While mana whenua have long advocated for such a plan, it was previously resisted by the former Auckland Regional Council and Waikato Regional Council.
That is the story, and not Mr Rudman's personal issues with me. But, as he made me the story, a few facts. Mr Rudman implied a conflict of interest because, he says, I hold pastoral and marine farming directorships. Wrong, on the first count. A quick Google search would have confirmed I have not been an Agresearch director for over 12 years.
And, a search of recent NZ Herald editions (August 25, 2012) would have uncovered a reference to a conference speech of mine critical of local government performance in failing to reverse degraded water quality from rivers flowing into the Hauraki Gulf. The primary cause being uncontrolled non-point source pastoral farming discharges.

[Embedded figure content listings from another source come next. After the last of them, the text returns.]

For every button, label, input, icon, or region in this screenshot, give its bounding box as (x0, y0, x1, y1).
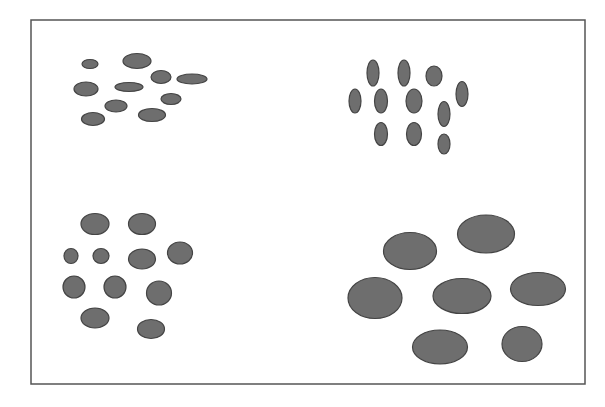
particle-ellipse (81, 308, 109, 328)
particle-ellipse (63, 276, 85, 298)
particle-ellipse (93, 249, 109, 264)
particle-ellipse (406, 89, 422, 113)
particle-ellipse (104, 276, 126, 298)
particle-ellipse (115, 83, 143, 92)
particle-ellipse (138, 320, 165, 339)
particle-ellipse (177, 74, 207, 84)
particle-ellipse (438, 102, 450, 127)
particle-ellipse (367, 60, 379, 86)
particle-ellipse (384, 233, 437, 270)
particle-ellipse (129, 214, 156, 235)
particle-ellipse (511, 273, 566, 306)
diagram-frame (31, 20, 585, 384)
particle-ellipse (161, 94, 181, 105)
particle-ellipse (82, 60, 98, 69)
particle-ellipse (426, 66, 442, 86)
particle-ellipse (433, 279, 491, 314)
particle-ellipse (129, 249, 156, 269)
particle-ellipse (375, 89, 388, 113)
diagram-canvas (0, 0, 605, 407)
particle-ellipse (151, 71, 171, 84)
particle-ellipse (147, 281, 172, 305)
particle-ellipse (348, 278, 402, 319)
particle-ellipse (81, 214, 109, 235)
particle-ellipse (413, 330, 468, 364)
particle-diagram (0, 0, 605, 407)
particle-ellipse (105, 100, 127, 112)
particle-ellipse (349, 89, 361, 113)
particle-ellipse (458, 215, 515, 253)
particle-ellipse (139, 109, 166, 122)
particle-ellipse (375, 123, 388, 146)
particle-ellipse (64, 249, 78, 264)
particle-ellipse (502, 327, 542, 362)
particle-ellipse (74, 82, 98, 96)
particle-ellipse (456, 82, 468, 107)
particle-ellipse (123, 54, 151, 69)
particle-ellipse (438, 134, 450, 154)
particle-ellipse (82, 113, 105, 126)
particle-ellipse (407, 123, 422, 146)
particle-ellipse (398, 60, 410, 86)
particle-ellipse (168, 242, 193, 264)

On the second count, I am a director of a marine farming charitable company wholly owned by rural marae, whose distributions are made for marae maintenance and education grants. Not much of a smoking gun, so back to the real story.
The issue delaying commencement of substantive work on the joint marine spatial plan is agreement on the governance architecture. Through his selective references to internal Hauraki Gulf Forum email traffic, Mr Rudman attempted to paint the participation by mana whenua as a power grab.
Unfortunately, he omitted reference to the fact that Waikato Regional Council, government ministries and mana whenua all support a bespoke leadership entity having equal representation between government (central and local) and mana whenua. And, that the Hauraki Gulf Forum would also be represented on that entity.
But for Auckland Council agreement with this approach, the project would have been underway many months ago. So, what's the problem?
Several Auckland Councillors object to this level of mana whenua participation and have attempted to turn this into a debate over whether the Hauraki Gulf Forum should be in control rather than a partnership model.
The reality is that those in control are the Waikato Regional and Auckland councils as they have the statutory decision-making powers - not the Forum and not mana whenua.
Interestingly, those same Auckland councillors are not seeking to have the Hauraki Gulf Forum have a veto over Auckland Council decision-making on the Gulf.
The point of the partnership model supported by all key parties, other than several Auckland councillors, is that it will provide collaborative leadership for the process leading to final council decisions on the joint marine spatial plan.
The nettle is there to be grasped by Auckland Council to enable commencement of substantive work on a long awaited Hauraki Gulf marine spatial plan. The Fourth Estate can play its part too with focused and intelligent analysis.
Paul Majurey has been a Hauraki Gulf Forum member since its establishment in 2000.